Introducing Jan: A Privacy-Focused, Locally Hosted Open Source GPT for AI Enthusiasts

Are you looking for a locally hosted open source GPT that protects your privacy while allowing to leverage the latest AI models? Then you need to download Jan. Jan is easy to install on Linux, macOS and Windows and has excellent documentation to guide that process.

Jan is a ChatGPT alternative that runs 100% offline on your desktop. The goal is to make it easy for anyone, with or without coding skills, to download and use AI models with full control and privacy. Jan operates on a truly open-source model with an Apache 2.0 license. It stores all data locally, so internet usage is optional since it can function entirely offline. Users have the flexibility to choose AI models, both local and cloud-based, without the worry of data being sold. Jan is powered by Llama.cpp, a local AI engine that offers an OpenAI-compatible API This enables you to utilize AI capabilities in various applications on your laptop or PC.

I downloaded and installed Jan on Linux Mint 22.1 using the deb file. If you are using a non-Debian based Linux like Fedora you can install the app image file. I also downloaded and installed Jan on my M3 MacBook Air. The project has excellent documentation which makes it easy to get started using Jan. Be sure to consult it.

As suggested in the documentation I downloaded and installed the Jan-nano-128K model. The project provides excellent resources which helped me to learn how to use the LLM. I decided to see if it could give me the code for a simple web app that converted Fahrenheit to Celsius using Python and Flask. The model took about fifteen seconds and then gave me the code which I copied and pasted into VSCodium and saved it as a Python file. The model suggested I install Flask and gave me the code pip3 install Flask. I saved the file as directed and then presented me with the dialogue below. The result was two files which I saved in the Python virtual environment on my computer.

The Python file:

from flask import Flask, request, render_template

app = Flask(__name__)

@app.route('/', methods=['GET', 'POST'])
def convert_temp():
    result = None
    if request.method == 'POST':
        fahrenheit = float(request.form['fahrenheit'])
        celsius = (fahrenheit - 32) * 5/9
        result = celsius
    return render_template('convert.html', result=result)

if __name__ == '__main__':
    app.run(debug=True)

The second file was an HTML file which was stipulated in the code Jan produced.

<!DOCTYPE html>
<html>
<head>
    <title>Fahrenheit to Celsius Converter</title>
</head>
<body>
    <h1>Fahrenheit to Celsius Converter</h1>
    <form method="post">
        <label for="fahrenheit">Enter Fahrenheit:</label>
        <input type="text" id="fahrenheit" name="fahrenheit" required>
        <button type="submit">Convert</button>
    </form>
    {% if result is not none %}
    <h2>Result: {{ result }}°C</h2>
    {% endif %}
</body>
</html>

I copied both the code snippets into VSCodium and saved them to the Python virtual environment which i created using the following command:

python3 -m venv temperature

I opened a terminal and gave the following command python3 temperature.py. Then I opened my browser and pointed it to https://127.0.0.1:5000 as directed and was presented with the following simple web app that I had requested the model to create.

Screen picture by Don Watkins CC by SA 4.0

Reading the project’s extensive documentation is crucial and I also found that the community maintains a number of useful resources including Github, Discord, X and LinkedIn. The project has a blog with a number of useful resources too.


What to work on:
Could you reproduce all of the entries below without a single change?
Data below:
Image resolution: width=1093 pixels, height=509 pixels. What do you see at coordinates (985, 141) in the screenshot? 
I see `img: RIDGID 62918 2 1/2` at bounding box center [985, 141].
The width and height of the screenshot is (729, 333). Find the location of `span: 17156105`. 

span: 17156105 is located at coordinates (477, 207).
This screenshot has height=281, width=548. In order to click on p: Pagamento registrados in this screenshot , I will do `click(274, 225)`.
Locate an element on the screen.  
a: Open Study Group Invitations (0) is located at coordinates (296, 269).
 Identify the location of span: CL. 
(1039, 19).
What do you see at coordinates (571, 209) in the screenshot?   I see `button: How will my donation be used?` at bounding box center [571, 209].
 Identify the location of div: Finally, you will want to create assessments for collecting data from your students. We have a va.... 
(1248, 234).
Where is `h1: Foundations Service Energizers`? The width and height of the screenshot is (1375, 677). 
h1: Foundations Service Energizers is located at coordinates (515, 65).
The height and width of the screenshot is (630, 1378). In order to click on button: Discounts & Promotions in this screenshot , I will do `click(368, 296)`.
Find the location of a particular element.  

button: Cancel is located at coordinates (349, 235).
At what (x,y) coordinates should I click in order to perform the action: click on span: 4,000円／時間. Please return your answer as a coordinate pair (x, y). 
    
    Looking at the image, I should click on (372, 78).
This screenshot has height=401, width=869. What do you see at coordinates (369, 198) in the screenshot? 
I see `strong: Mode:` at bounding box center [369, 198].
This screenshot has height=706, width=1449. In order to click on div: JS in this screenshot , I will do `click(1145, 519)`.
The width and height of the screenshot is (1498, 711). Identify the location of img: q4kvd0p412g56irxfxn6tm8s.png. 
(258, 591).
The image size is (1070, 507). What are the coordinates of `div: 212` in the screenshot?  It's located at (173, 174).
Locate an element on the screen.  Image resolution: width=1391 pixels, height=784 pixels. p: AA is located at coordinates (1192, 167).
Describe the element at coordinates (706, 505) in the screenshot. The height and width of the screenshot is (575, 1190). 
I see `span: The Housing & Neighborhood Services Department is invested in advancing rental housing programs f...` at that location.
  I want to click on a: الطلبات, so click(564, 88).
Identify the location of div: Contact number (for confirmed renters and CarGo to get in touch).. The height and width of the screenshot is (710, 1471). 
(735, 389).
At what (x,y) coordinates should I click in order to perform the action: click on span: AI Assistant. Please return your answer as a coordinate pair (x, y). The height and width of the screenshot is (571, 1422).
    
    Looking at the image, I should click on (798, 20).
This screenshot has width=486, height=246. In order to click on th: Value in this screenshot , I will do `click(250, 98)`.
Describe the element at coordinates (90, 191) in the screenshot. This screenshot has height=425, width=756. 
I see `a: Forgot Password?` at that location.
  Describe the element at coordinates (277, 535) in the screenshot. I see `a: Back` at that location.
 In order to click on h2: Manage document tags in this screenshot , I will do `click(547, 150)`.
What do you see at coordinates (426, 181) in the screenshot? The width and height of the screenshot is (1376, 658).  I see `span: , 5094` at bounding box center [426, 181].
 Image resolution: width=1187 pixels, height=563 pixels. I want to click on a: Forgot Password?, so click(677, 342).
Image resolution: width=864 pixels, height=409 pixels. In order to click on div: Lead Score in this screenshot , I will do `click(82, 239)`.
End of Data.
Response to this exercise:
Image resolution: width=1093 pixels, height=509 pixels. What do you see at coordinates (985, 141) in the screenshot? 
I see `img: RIDGID 62918 2 1/2` at bounding box center [985, 141].
The width and height of the screenshot is (729, 333). Find the location of `span: 17156105`. 

span: 17156105 is located at coordinates (477, 207).
This screenshot has height=281, width=548. In order to click on p: Pagamento registrados in this screenshot , I will do `click(274, 225)`.
Locate an element on the screen.  
a: Open Study Group Invitations (0) is located at coordinates (296, 269).
 Identify the location of span: CL. 
(1039, 19).
What do you see at coordinates (571, 209) in the screenshot?   I see `button: How will my donation be used?` at bounding box center [571, 209].
 Identify the location of div: Finally, you will want to create assessments for collecting data from your students. We have a va.... 
(1248, 234).
Where is `h1: Foundations Service Energizers`? The width and height of the screenshot is (1375, 677). 
h1: Foundations Service Energizers is located at coordinates (515, 65).
The height and width of the screenshot is (630, 1378). In order to click on button: Discounts & Promotions in this screenshot , I will do `click(368, 296)`.
Find the location of a particular element.  

button: Cancel is located at coordinates (349, 235).
At what (x,y) coordinates should I click in order to perform the action: click on span: 4,000円／時間. Please return your answer as a coordinate pair (x, y). 
    
    Looking at the image, I should click on (372, 78).
This screenshot has height=401, width=869. What do you see at coordinates (369, 198) in the screenshot? 
I see `strong: Mode:` at bounding box center [369, 198].
This screenshot has height=706, width=1449. In order to click on div: JS in this screenshot , I will do `click(1145, 519)`.
The width and height of the screenshot is (1498, 711). Identify the location of img: q4kvd0p412g56irxfxn6tm8s.png. 
(258, 591).
The image size is (1070, 507). What are the coordinates of `div: 212` in the screenshot?  It's located at (173, 174).
Locate an element on the screen.  Image resolution: width=1391 pixels, height=784 pixels. p: AA is located at coordinates (1192, 167).
Describe the element at coordinates (706, 505) in the screenshot. The height and width of the screenshot is (575, 1190). 
I see `span: The Housing & Neighborhood Services Department is invested in advancing rental housing programs f...` at that location.
  I want to click on a: الطلبات, so click(564, 88).
Identify the location of div: Contact number (for confirmed renters and CarGo to get in touch).. The height and width of the screenshot is (710, 1471). 
(735, 389).
At what (x,y) coordinates should I click in order to perform the action: click on span: AI Assistant. Please return your answer as a coordinate pair (x, y). The height and width of the screenshot is (571, 1422).
    
    Looking at the image, I should click on (798, 20).
This screenshot has width=486, height=246. In order to click on th: Value in this screenshot , I will do `click(250, 98)`.
Describe the element at coordinates (90, 191) in the screenshot. This screenshot has height=425, width=756. 
I see `a: Forgot Password?` at that location.
  Describe the element at coordinates (277, 535) in the screenshot. I see `a: Back` at that location.
 In order to click on h2: Manage document tags in this screenshot , I will do `click(547, 150)`.
What do you see at coordinates (426, 181) in the screenshot? The width and height of the screenshot is (1376, 658).  I see `span: , 5094` at bounding box center [426, 181].
 Image resolution: width=1187 pixels, height=563 pixels. I want to click on a: Forgot Password?, so click(677, 342).
Image resolution: width=864 pixels, height=409 pixels. In order to click on div: Lead Score in this screenshot , I will do `click(82, 239)`.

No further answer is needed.